THE military junta is not impartial as it claims to be and the exercise of power and orders by the National Council for Peace and Order over the past year widely undermined the rule of law and human rights, the Thai Lawyers for Human Rights group said in

“Although the NCPO attempted to present itself as an impartial actor who would resolve the country’s problems, including addressing conflict and creating reconciliation, the Army is not impartial. The Army is one of the parties of the conflict in Thai society and in the year since the coup, the people have had their liberty restricted in various ways,” said the group, which had been due to discuss the report at the Foreign Correspondents Club before the event was banned on Thursday.
“The majority of those who have been prosecuted have been citizens whose ideas are not in line with the Army or the NCPO,” the group said.
The 18-page report cited many legal and rights problems that stem from military rule. “The exercise of illegitimate authority, an absence of checks and balances, a lack of respect for the principles of the rule of law and international human rights law, and the violation of the basic rights and liberties of the people were manifest during the first year of rule by the NCPO.”
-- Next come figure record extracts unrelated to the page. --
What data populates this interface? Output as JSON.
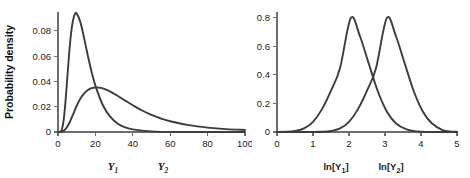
{
  "figure": {
    "background": "#ffffff",
    "curve_color": "#3c3c3c",
    "axis_color": "#6e6e6e",
    "text_color": "#1a1a1a"
  },
  "chart_data": [
    {
      "type": "line",
      "panel": "left",
      "title": "",
      "xlabel": "",
      "ylabel": "Probability density",
      "xlim": [
        0,
        100
      ],
      "ylim": [
        0,
        0.095
      ],
      "grid": false,
      "legend_position": "below-axis",
      "xticks": [
        0,
        20,
        40,
        60,
        80,
        100
      ],
      "xticklabels": [
        "0",
        "20",
        "40",
        "60",
        "80",
        "100"
      ],
      "yticks": [
        0,
        0.02,
        0.04,
        0.06,
        0.08
      ],
      "yticklabels": [
        "0",
        "0.02",
        "0.04",
        "0.06",
        "0.08"
      ],
      "series": [
        {
          "name": "Y1",
          "label_text": "Y",
          "label_sub": "1",
          "distribution": "lognormal",
          "meanlog": 2.3,
          "sdlog": 0.45,
          "peak_x": 8.2,
          "peak_y": 0.0935,
          "x": [
            0,
            1,
            2,
            3,
            4,
            5,
            6,
            7,
            8,
            9,
            10,
            12,
            14,
            16,
            18,
            20,
            24,
            28,
            32,
            36,
            40,
            50,
            60,
            80,
            100
          ],
          "y": [
            0,
            0.0001,
            0.0018,
            0.0091,
            0.0238,
            0.0434,
            0.0627,
            0.0782,
            0.0883,
            0.0932,
            0.0938,
            0.0868,
            0.0741,
            0.0601,
            0.0474,
            0.0367,
            0.0212,
            0.0119,
            0.0066,
            0.0037,
            0.0021,
            0.0005,
            0.0001,
            0,
            0
          ]
        },
        {
          "name": "Y2",
          "label_text": "Y",
          "label_sub": "2",
          "distribution": "lognormal",
          "meanlog": 3.15,
          "sdlog": 0.62,
          "peak_x": 21.0,
          "peak_y": 0.0353,
          "x": [
            0,
            2,
            4,
            6,
            8,
            10,
            12,
            14,
            16,
            18,
            20,
            22,
            25,
            28,
            32,
            36,
            40,
            45,
            50,
            55,
            60,
            70,
            80,
            90,
            100
          ],
          "y": [
            0,
            0.0002,
            0.0022,
            0.0069,
            0.0137,
            0.0208,
            0.0265,
            0.0306,
            0.0332,
            0.0347,
            0.0352,
            0.0351,
            0.034,
            0.032,
            0.0285,
            0.0248,
            0.0212,
            0.017,
            0.0135,
            0.0107,
            0.0085,
            0.0054,
            0.0035,
            0.0023,
            0.0016
          ]
        }
      ]
    },
    {
      "type": "line",
      "panel": "right",
      "title": "",
      "xlabel": "",
      "ylabel": "",
      "xlim": [
        0,
        5
      ],
      "ylim": [
        0,
        0.84
      ],
      "grid": false,
      "legend_position": "below-axis",
      "xticks": [
        0,
        1,
        2,
        3,
        4,
        5
      ],
      "xticklabels": [
        "0",
        "1",
        "2",
        "3",
        "4",
        "5"
      ],
      "yticks": [
        0,
        0.2,
        0.4,
        0.6,
        0.8
      ],
      "yticklabels": [
        "0",
        "0.2",
        "0.4",
        "0.6",
        "0.8"
      ],
      "series": [
        {
          "name": "ln[Y1]",
          "label_text": "ln[Y",
          "label_sub": "1",
          "label_tail": "]",
          "distribution": "normal",
          "mean": 2.05,
          "sd": 0.5,
          "peak_x": 2.05,
          "peak_y": 0.8,
          "x": [
            0,
            0.25,
            0.5,
            0.75,
            1.0,
            1.25,
            1.5,
            1.75,
            2.05,
            2.3,
            2.55,
            2.8,
            3.05,
            3.3,
            3.6,
            3.9,
            4.2,
            4.5,
            5.0
          ],
          "y": [
            0.0003,
            0.0016,
            0.0072,
            0.0254,
            0.0713,
            0.1603,
            0.2897,
            0.4466,
            0.7979,
            0.6736,
            0.4779,
            0.2851,
            0.1436,
            0.0612,
            0.0179,
            0.0034,
            0.0004,
            3e-05,
            0
          ]
        },
        {
          "name": "ln[Y2]",
          "label_text": "ln[Y",
          "label_sub": "2",
          "label_tail": "]",
          "distribution": "normal",
          "mean": 3.05,
          "sd": 0.5,
          "peak_x": 3.05,
          "peak_y": 0.8,
          "x": [
            0,
            0.5,
            1.0,
            1.25,
            1.5,
            1.75,
            2.0,
            2.25,
            2.5,
            2.75,
            3.05,
            3.3,
            3.55,
            3.8,
            4.05,
            4.3,
            4.6,
            4.85,
            5.0
          ],
          "y": [
            0,
            3e-05,
            0.0004,
            0.0016,
            0.0072,
            0.0254,
            0.0713,
            0.1603,
            0.2897,
            0.4466,
            0.7979,
            0.6736,
            0.4779,
            0.2851,
            0.1436,
            0.0612,
            0.0133,
            0.0028,
            0.0012
          ]
        }
      ]
    }
  ]
}
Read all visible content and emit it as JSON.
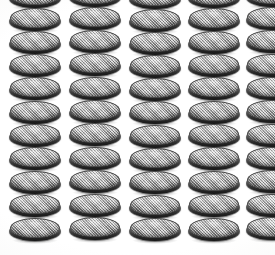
{
  "scene": {
    "title": "Coin cell battery array",
    "description": "Overhead-angled photograph of stacked lithium coin cell batteries arranged in vertical columns",
    "width": 275,
    "height": 255,
    "background_color": "#fdfdfd",
    "object_name": "coin-cell-battery",
    "object_count_total": 55,
    "columns_count": 5,
    "rows_count": 11
  },
  "palette": {
    "background": "#fdfdfd",
    "cell_face_light": "#c2c2c2",
    "cell_face_mid": "#a9a9a9",
    "cell_face_dark": "#8b8b8b",
    "cell_rim_light": "#8d8d8d",
    "cell_rim_dark": "#303030",
    "cell_outline": "#4a4a4a"
  },
  "geometry": {
    "cell_width": 54,
    "cell_height": 26,
    "face_width": 50,
    "face_height": 20,
    "column_pitch": 60,
    "row_pitch": 23.2,
    "first_column_x": 8,
    "first_row_y": -16
  },
  "columns": [
    {
      "index": 0,
      "label": "column-1",
      "x": 8,
      "cells": [
        {
          "row": 0,
          "y": -16
        },
        {
          "row": 1,
          "y": 7
        },
        {
          "row": 2,
          "y": 30
        },
        {
          "row": 3,
          "y": 53
        },
        {
          "row": 4,
          "y": 76
        },
        {
          "row": 5,
          "y": 100
        },
        {
          "row": 6,
          "y": 123
        },
        {
          "row": 7,
          "y": 146
        },
        {
          "row": 8,
          "y": 170
        },
        {
          "row": 9,
          "y": 193
        },
        {
          "row": 10,
          "y": 217
        }
      ]
    },
    {
      "index": 1,
      "label": "column-2",
      "x": 68,
      "cells": [
        {
          "row": 0,
          "y": -17
        },
        {
          "row": 1,
          "y": 6
        },
        {
          "row": 2,
          "y": 29
        },
        {
          "row": 3,
          "y": 52
        },
        {
          "row": 4,
          "y": 76
        },
        {
          "row": 5,
          "y": 99
        },
        {
          "row": 6,
          "y": 122
        },
        {
          "row": 7,
          "y": 146
        },
        {
          "row": 8,
          "y": 169
        },
        {
          "row": 9,
          "y": 193
        },
        {
          "row": 10,
          "y": 216
        }
      ]
    },
    {
      "index": 2,
      "label": "column-3",
      "x": 128,
      "cells": [
        {
          "row": 0,
          "y": -15
        },
        {
          "row": 1,
          "y": 8
        },
        {
          "row": 2,
          "y": 31
        },
        {
          "row": 3,
          "y": 54
        },
        {
          "row": 4,
          "y": 77
        },
        {
          "row": 5,
          "y": 100
        },
        {
          "row": 6,
          "y": 124
        },
        {
          "row": 7,
          "y": 147
        },
        {
          "row": 8,
          "y": 170
        },
        {
          "row": 9,
          "y": 194
        },
        {
          "row": 10,
          "y": 217
        }
      ]
    },
    {
      "index": 3,
      "label": "column-4",
      "x": 187,
      "cells": [
        {
          "row": 0,
          "y": -16
        },
        {
          "row": 1,
          "y": 7
        },
        {
          "row": 2,
          "y": 30
        },
        {
          "row": 3,
          "y": 53
        },
        {
          "row": 4,
          "y": 76
        },
        {
          "row": 5,
          "y": 100
        },
        {
          "row": 6,
          "y": 123
        },
        {
          "row": 7,
          "y": 146
        },
        {
          "row": 8,
          "y": 170
        },
        {
          "row": 9,
          "y": 193
        },
        {
          "row": 10,
          "y": 217
        }
      ]
    },
    {
      "index": 4,
      "label": "column-5",
      "x": 245,
      "cells": [
        {
          "row": 0,
          "y": -17
        },
        {
          "row": 1,
          "y": 6
        },
        {
          "row": 2,
          "y": 29
        },
        {
          "row": 3,
          "y": 53
        },
        {
          "row": 4,
          "y": 76
        },
        {
          "row": 5,
          "y": 99
        },
        {
          "row": 6,
          "y": 123
        },
        {
          "row": 7,
          "y": 146
        },
        {
          "row": 8,
          "y": 169
        },
        {
          "row": 9,
          "y": 193
        },
        {
          "row": 10,
          "y": 216
        }
      ]
    }
  ]
}
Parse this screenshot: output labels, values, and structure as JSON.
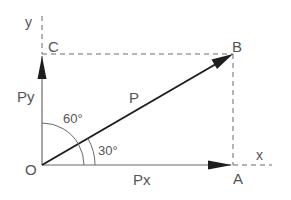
{
  "diagram": {
    "colors": {
      "line": "#6a6a6a",
      "vector": "#1e1e1e",
      "dashed": "#6a6a6a",
      "text": "#555555"
    },
    "points": {
      "origin": {
        "label": "O",
        "x": 42,
        "y": 165
      },
      "A": {
        "label": "A",
        "x": 233,
        "y": 165
      },
      "B": {
        "label": "B",
        "x": 233,
        "y": 54
      },
      "C": {
        "label": "C",
        "x": 42,
        "y": 54
      }
    },
    "axes": {
      "x_label": "x",
      "y_label": "y"
    },
    "vectors": {
      "P": {
        "label": "P",
        "angle_from_x_deg": 30
      },
      "Px": {
        "label": "Px"
      },
      "Py": {
        "label": "Py"
      }
    },
    "angles": {
      "from_y": {
        "label": "60°",
        "deg": 60
      },
      "from_x": {
        "label": "30°",
        "deg": 30
      }
    }
  }
}
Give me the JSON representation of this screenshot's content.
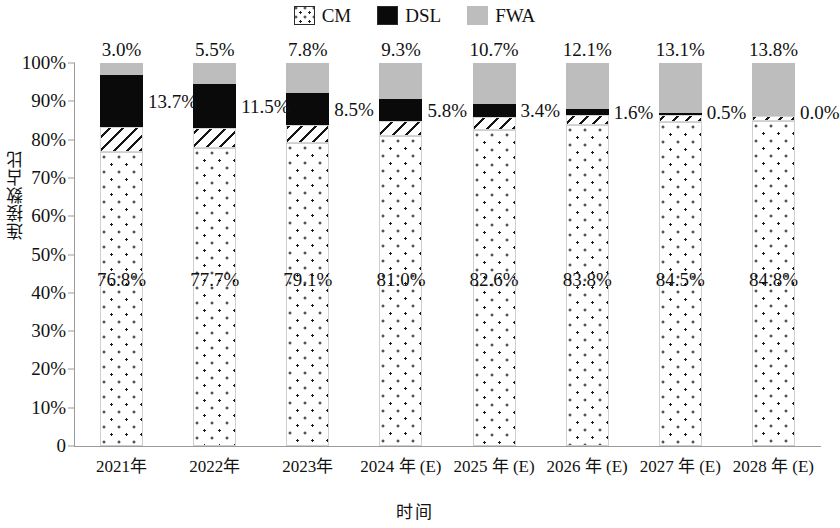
{
  "legend": {
    "items": [
      {
        "label": "CM",
        "icon": "dotted-square-icon",
        "color": "#ffffff"
      },
      {
        "label": "DSL",
        "icon": "black-square-icon",
        "color": "#0a0a0a"
      },
      {
        "label": "FWA",
        "icon": "gray-square-icon",
        "color": "#bdbdbd"
      }
    ]
  },
  "axes": {
    "ylabel": "连接数占比",
    "xlabel": "时间",
    "yticks": [
      "0",
      "10%",
      "20%",
      "30%",
      "40%",
      "50%",
      "60%",
      "70%",
      "80%",
      "90%",
      "100%"
    ]
  },
  "chart_data": {
    "type": "bar",
    "stacked": true,
    "normalized": true,
    "title": "",
    "xlabel": "时间",
    "ylabel": "连接数占比",
    "ylim": [
      0,
      100
    ],
    "ytick_values": [
      0,
      10,
      20,
      30,
      40,
      50,
      60,
      70,
      80,
      90,
      100
    ],
    "grid": false,
    "legend_position": "top-center",
    "categories": [
      "2021年",
      "2022年",
      "2023年",
      "2024 年 (E)",
      "2025 年 (E)",
      "2026 年 (E)",
      "2027 年 (E)",
      "2028 年 (E)"
    ],
    "series": [
      {
        "name": "CM",
        "values": [
          76.8,
          77.7,
          79.1,
          81.0,
          82.6,
          83.8,
          84.5,
          84.8
        ],
        "labels": [
          "76.8%",
          "77.7%",
          "79.1%",
          "81.0%",
          "82.6%",
          "83.8%",
          "84.5%",
          "84.8%"
        ]
      },
      {
        "name": "Other",
        "values": [
          6.5,
          5.3,
          4.6,
          3.9,
          3.3,
          2.5,
          1.9,
          1.4
        ],
        "labels": [
          "",
          "",
          "",
          "",
          "",
          "",
          "",
          ""
        ]
      },
      {
        "name": "DSL",
        "values": [
          13.7,
          11.5,
          8.5,
          5.8,
          3.4,
          1.6,
          0.5,
          0.0
        ],
        "labels": [
          "13.7%",
          "11.5%",
          "8.5%",
          "5.8%",
          "3.4%",
          "1.6%",
          "0.5%",
          "0.0%"
        ]
      },
      {
        "name": "FWA",
        "values": [
          3.0,
          5.5,
          7.8,
          9.3,
          10.7,
          12.1,
          13.1,
          13.8
        ],
        "labels": [
          "3.0%",
          "5.5%",
          "7.8%",
          "9.3%",
          "10.7%",
          "12.1%",
          "13.1%",
          "13.8%"
        ]
      }
    ]
  }
}
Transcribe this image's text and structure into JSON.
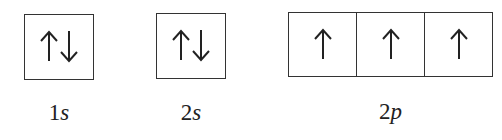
{
  "orbitals": [
    {
      "label_num": "1",
      "label_sub": "s",
      "boxes": [
        [
          "up",
          "down"
        ]
      ]
    },
    {
      "label_num": "2",
      "label_sub": "s",
      "boxes": [
        [
          "up",
          "down"
        ]
      ]
    },
    {
      "label_num": "2",
      "label_sub": "p",
      "boxes": [
        [
          "up"
        ],
        [
          "up"
        ],
        [
          "up"
        ]
      ]
    }
  ],
  "colors": {
    "line": "#333333",
    "background": "#ffffff"
  }
}
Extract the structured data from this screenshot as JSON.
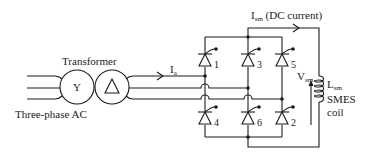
{
  "diagram": {
    "source": {
      "label": "Three-phase AC"
    },
    "transformer": {
      "label": "Transformer",
      "primary_symbol": "Y",
      "secondary_symbol": "△"
    },
    "ac_current": {
      "main": "I",
      "sub": "a"
    },
    "dc_current": {
      "main": "I",
      "sub": "sm",
      "suffix": " (DC current)"
    },
    "bridge": {
      "thyristors": [
        {
          "id": "1",
          "position": "upper-left"
        },
        {
          "id": "3",
          "position": "upper-middle"
        },
        {
          "id": "5",
          "position": "upper-right"
        },
        {
          "id": "4",
          "position": "lower-left"
        },
        {
          "id": "6",
          "position": "lower-middle"
        },
        {
          "id": "2",
          "position": "lower-right"
        }
      ]
    },
    "voltage": {
      "main": "V",
      "sub": "sm"
    },
    "inductor": {
      "main": "L",
      "sub": "sm"
    },
    "coil": {
      "line1": "SMES",
      "line2": "coil"
    },
    "colors": {
      "stroke": "#1a1a1a",
      "background": "#ffffff"
    }
  }
}
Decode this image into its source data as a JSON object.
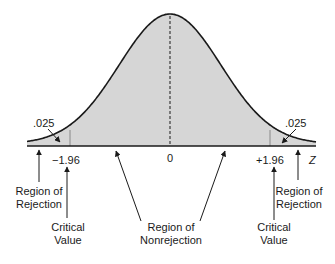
{
  "diagram": {
    "type": "two-tailed normal distribution with rejection regions",
    "colors": {
      "curve": "#1a1a1a",
      "fill": "#d6d6d6",
      "axis": "#1a1a1a",
      "background": "#ffffff"
    },
    "tail_area_left": ".025",
    "tail_area_right": ".025",
    "axis_labels": {
      "left_critical": "−1.96",
      "center": "0",
      "right_critical": "+1.96",
      "axis_variable": "Z"
    },
    "annotations": {
      "left_rejection": [
        "Region of",
        "Rejection"
      ],
      "left_critical_value": [
        "Critical",
        "Value"
      ],
      "nonrejection": [
        "Region of",
        "Nonrejection"
      ],
      "right_critical_value": [
        "Critical",
        "Value"
      ],
      "right_rejection": [
        "Region of",
        "Rejection"
      ]
    }
  }
}
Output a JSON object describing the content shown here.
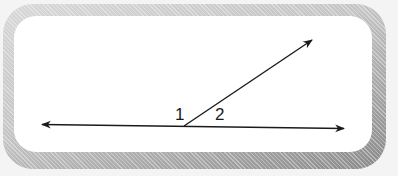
{
  "diagram": {
    "type": "adjacent-angles",
    "labels": {
      "angle_1": "1",
      "angle_2": "2"
    },
    "colors": {
      "line": "#1a1a1a",
      "panel": "#ffffff",
      "frame_light": "#d8d8d8",
      "frame_dark": "#8a8a8a"
    },
    "elements": {
      "line": {
        "from": [
          42,
          124
        ],
        "to": [
          344,
          129
        ],
        "arrows": "both"
      },
      "ray": {
        "from": [
          184,
          126
        ],
        "to": [
          312,
          40
        ],
        "arrows": "end"
      },
      "vertex": [
        184,
        126
      ]
    }
  }
}
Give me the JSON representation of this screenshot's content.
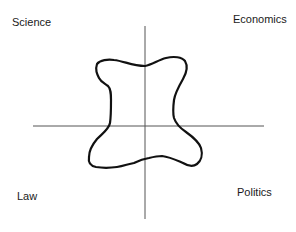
{
  "diagram": {
    "type": "quadrant-map-with-freeform-shape",
    "quadrants": {
      "top_left": "Science",
      "top_right": "Economics",
      "bottom_left": "Law",
      "bottom_right": "Politics"
    },
    "axes": {
      "vertical": {
        "x": 145,
        "y1": 26,
        "y2": 219,
        "color": "#555555"
      },
      "horizontal": {
        "y": 126,
        "x1": 33,
        "x2": 264,
        "color": "#555555"
      }
    },
    "shape": {
      "description": "hand-drawn closed blob spanning all four quadrants",
      "stroke_color": "#111111",
      "stroke_width": 2.2
    }
  }
}
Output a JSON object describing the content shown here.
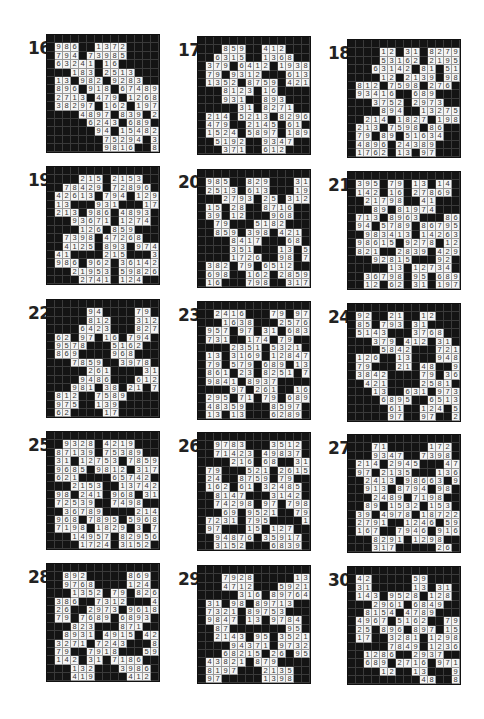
{
  "page": {
    "puzzles": [
      {
        "number": "16",
        "label_pos": [
          28,
          38
        ],
        "grid_pos": [
          46,
          34
        ],
        "rows": [
          "##############",
          "#986##1372####",
          "#794#73985####",
          "#63241#16#####",
          "###183#2513###",
          "#13#982#9283##",
          "#896#918#67489",
          "#2713#479#1268",
          "#38297#162#197",
          "####4897#839#25",
          "#####6243#689#",
          "######94#15482",
          "#######75294#361",
          "#######9816##894"
        ]
      },
      {
        "number": "17",
        "label_pos": [
          178,
          40
        ],
        "grid_pos": [
          197,
          36
        ],
        "rows": [
          "##############",
          "###859##412###",
          "##6315##1368##",
          "#379#6412#1938",
          "#79#9312###613",
          "#1352#8759#421",
          "###8123#16####",
          "###931##893###",
          "#####31#8271##",
          "#214#5213#8296",
          "#479##2145#61#",
          "#1524#5897#189",
          "##5192##9347##",
          "###371##612###"
        ]
      },
      {
        "number": "18",
        "label_pos": [
          328,
          43
        ],
        "grid_pos": [
          347,
          39
        ],
        "rows": [
          "##############",
          "####12#31#8279",
          "####53162#2195",
          "###63142#81#51",
          "####12#2139#986",
          "#812#7598#276#",
          "#93416##689###",
          "###3752#2973##",
          "####894##13275",
          "##214#1827#198",
          "#213#7598#86##",
          "#79#89#51634##",
          "#4896#24389###",
          "#1762#13#97###"
        ]
      },
      {
        "number": "19",
        "label_pos": [
          28,
          170
        ],
        "grid_pos": [
          46,
          166
        ],
        "rows": [
          "##############",
          "####215#2153##",
          "##78429#72896#",
          "#42613#794#129",
          "#13###931###17",
          "#213#986#4893#",
          "###93671#1274#",
          "####126#859###",
          "##7398#47268##",
          "##4125#893#974",
          "#41####215###31",
          "#986#962#36142",
          "###21953#59826",
          "####2741#124##"
        ]
      },
      {
        "number": "20",
        "label_pos": [
          178,
          172
        ],
        "grid_pos": [
          197,
          169
        ],
        "rows": [
          "##############",
          "#985##829###31",
          "#2513#613###194",
          "###2793#25#312",
          "#15#28##8716##",
          "#39#12###968##",
          "##79###5182###",
          "##859#398#421#",
          "####8417###68#",
          "####351###13#51",
          "####1726##98#73",
          "#382#79#6512##",
          "#698##162#2859",
          "#16###798##317"
        ]
      },
      {
        "number": "21",
        "label_pos": [
          328,
          175
        ],
        "grid_pos": [
          347,
          171
        ],
        "rows": [
          "##############",
          "#395#79#13#14#",
          "#142#16#27869#",
          "##21798##41###",
          "###89#81974###",
          "#713#8963###861",
          "#94#5789#86795",
          "##983413#14263#",
          "#98615#9278#12",
          "#821##2839#429",
          "###92815###92##",
          "#####13#12734#",
          "##36798#95#689",
          "##12#62#31#197"
        ]
      },
      {
        "number": "22",
        "label_pos": [
          28,
          303
        ],
        "grid_pos": [
          46,
          299
        ],
        "rows": [
          "##############",
          "#####94####79#",
          "#####812###312",
          "####6423###827",
          "#62#97#16#794#",
          "#9578###5162##",
          "#869####968###",
          "###7859##3978#",
          "#####261####316",
          "####9486###6128",
          "###981#38#21#79",
          "#812##7589####",
          "#975##139#####",
          "#62####17#####"
        ]
      },
      {
        "number": "23",
        "label_pos": [
          178,
          305
        ],
        "grid_pos": [
          197,
          301
        ],
        "rows": [
          "##############",
          "##2416###79#97",
          "###1638###25769",
          "#957#97#31#683",
          "#731##174#79###",
          "####2351#5321#",
          "#13#3169#12847",
          "#79#579#689#13",
          "#861#23#8251#79",
          "#9841#8937####",
          "####97#261##167",
          "#295#71#79#689",
          "#48359###8597#",
          "#13#13###6289#"
        ]
      },
      {
        "number": "24",
        "label_pos": [
          328,
          307
        ],
        "grid_pos": [
          347,
          303
        ],
        "rows": [
          "##############",
          "#92##21##12###",
          "#85#793#31####",
          "#5143###3768##",
          "###379#412#31#",
          "####5842###721",
          "#126##13###9486",
          "#79###21#48##97",
          "#3842####79#369",
          "##421####2581##",
          "###13##631#973#",
          "####6895##6513",
          "#####61##124#58",
          "#####97##97##21"
        ]
      },
      {
        "number": "25",
        "label_pos": [
          28,
          435
        ],
        "grid_pos": [
          46,
          431
        ],
        "rows": [
          "##############",
          "##9328#4219###",
          "#87139#75389##",
          "#31#12753#7859",
          "#9685#9812#317",
          "#621####65742#",
          "###2153##13742",
          "#98#241#968#31",
          "#72539##7498##",
          "##36789####214",
          "#968#7895#5968",
          "#7198#1829#3#79",
          "###14957#82956",
          "####1724#3152#"
        ]
      },
      {
        "number": "26",
        "label_pos": [
          178,
          436
        ],
        "grid_pos": [
          197,
          432
        ],
        "rows": [
          "##############",
          "##9783###3512#",
          "##71423#49837#",
          "####216#68##31",
          "#79###521#2615",
          "#24##8759#79###",
          "#162#61#32485#",
          "##8147###3142#",
          "##74298#97#798",
          "###69#9521##79",
          "#7231#795####14",
          "#97###15#127###",
          "##94876#35917#",
          "##3152###6839#"
        ]
      },
      {
        "number": "27",
        "label_pos": [
          328,
          438
        ],
        "grid_pos": [
          347,
          434
        ],
        "rows": [
          "##############",
          "###71#####172#",
          "###9347##7398#",
          "#214#2945###471",
          "#97#2135###1362",
          "##2413#98663#94",
          "##913#8794#98#",
          "###2489#7198##",
          "##89#1532#153#",
          "#39#4978#18722",
          "#2791##1246#59",
          "#167##7946#916",
          "###8291#1298###",
          "###317#####26#"
        ]
      },
      {
        "number": "28",
        "label_pos": [
          28,
          567
        ],
        "grid_pos": [
          46,
          563
        ],
        "rows": [
          "##############",
          "##892#####869#",
          "##9768####124#",
          "###1352#79#826",
          "#386##7312###49",
          "#26##2973#9618",
          "#79#7689#6893#",
          "###823###871##",
          "##8931#4915#42",
          "#3271#7243###84",
          "#79##7918###591",
          "#142#31#7186###",
          "###132###3986#",
          "###419####412#"
        ]
      },
      {
        "number": "29",
        "label_pos": [
          178,
          569
        ],
        "grid_pos": [
          197,
          565
        ],
        "rows": [
          "##############",
          "###7928#####13",
          "###4712###5921",
          "#####316#89764",
          "#31#98#89713##",
          "#7321#89753###",
          "#9847#13#9784#",
          "##87#######95#",
          "##2143#95#3521",
          "####94371#9732",
          "###68215#26#95",
          "#43821#879####",
          "#8197###2135##",
          "#97#####1398##"
        ]
      },
      {
        "number": "30",
        "label_pos": [
          328,
          570
        ],
        "grid_pos": [
          347,
          566
        ],
        "rows": [
          "##############",
          "#42#####59####",
          "#31#####13#31#",
          "#143#9528#128#",
          "###2961#6849##",
          "##8154#4789###",
          "#4967#5162##79",
          "#25#896#897#15",
          "#17##3281#1298",
          "#####7849#1236#",
          "##1286##2937##",
          "##689#2716#971",
          "####12##13###93",
          "#########48##82"
        ]
      }
    ]
  }
}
The group noted that 77 laws have been promulgated by the junta-appointed National Legislative Assembly without “the consent and participation” of the people. The junta had intervened in or shut down at least 71 seminars or public activities, and more than 1,000 households had been affected by its Forestry Master Plan.
The group said the summoning of at least 751 people since the coup constituted a violation of their rights.
“The summoning of individuals to report when the individuals do not know the reason they have been summoned, and perhaps not knowing where they have been taken for detention and are unable to contact people outside, plus stipulations that not reporting oneself is a crime and release carries conditions with it, are violations in themselves,” the group said in the report. This contravened the International Covenant on Civil and Political Rights.
NCPO order No.7/2014, which prohibits a political assembly of more than four people, was at times used in combination when forcing those arrested to accept the condition of not carrying out further political activity before being released, the group said.
The lawyers said the use of absolute power under Article 44 of the provisional charter contravened the principles of separation of power and granted the junta leader, General Prayut Chan-o-cha, power without accountability and no guarantee of rights and liberty for those prosecuted under this special power.